The study is divided in five parts altogether, an Introduction and the Appendices forming the bookends of them. The Introduction of the book discusses the parameters of Codicology, Philology and affiliated disciplines. It asks what can a book tell us about its contents. It is also concerned with the nature of composite books and miscellanies. The main body of the book has three parts, after which we are given twenty-two very interesting previously unpublished Greek texts as an Appendix. The first part of the book is dedicated to codicological description and analysis. After the explanation of some technical terms as they relate to the particular Codex, there is an analytical description of seventeen codicological units. The second part of the book starts off with a discussion of how to assort and categorize this material. The following categories emerge: narrative texts, rhetorical texts, philosophical and theological texts, practical texts, all with several sub-categories.

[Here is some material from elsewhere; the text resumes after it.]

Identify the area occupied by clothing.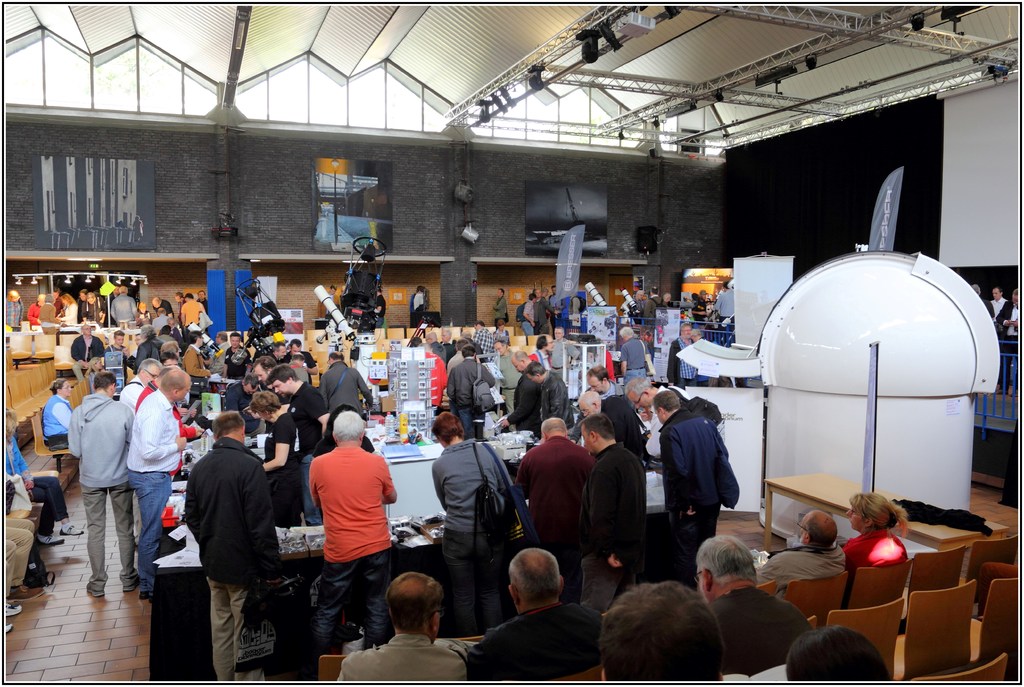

The third part, entitled 'Taking a Closer Look' does exactly that. Three texts from the Codex are selected for detailed treatment. The first text is medical, the second mathematical and the third diplomatic, thus showing the diversity present in the Codex.
The study also draws attention to the fine collection of MSS held in Uppsala, Codex Argenteus, Codex Caesareus Upsaliensis, an eleventh century Gospel Book from Echternach, Luxembourg. Here I should add that there are eleven Greek New Testament MSS in Uppsala. The most valuable are G-A. 441, 442 and 1852. In most of the Catholic Epistles these MSS have a very early text.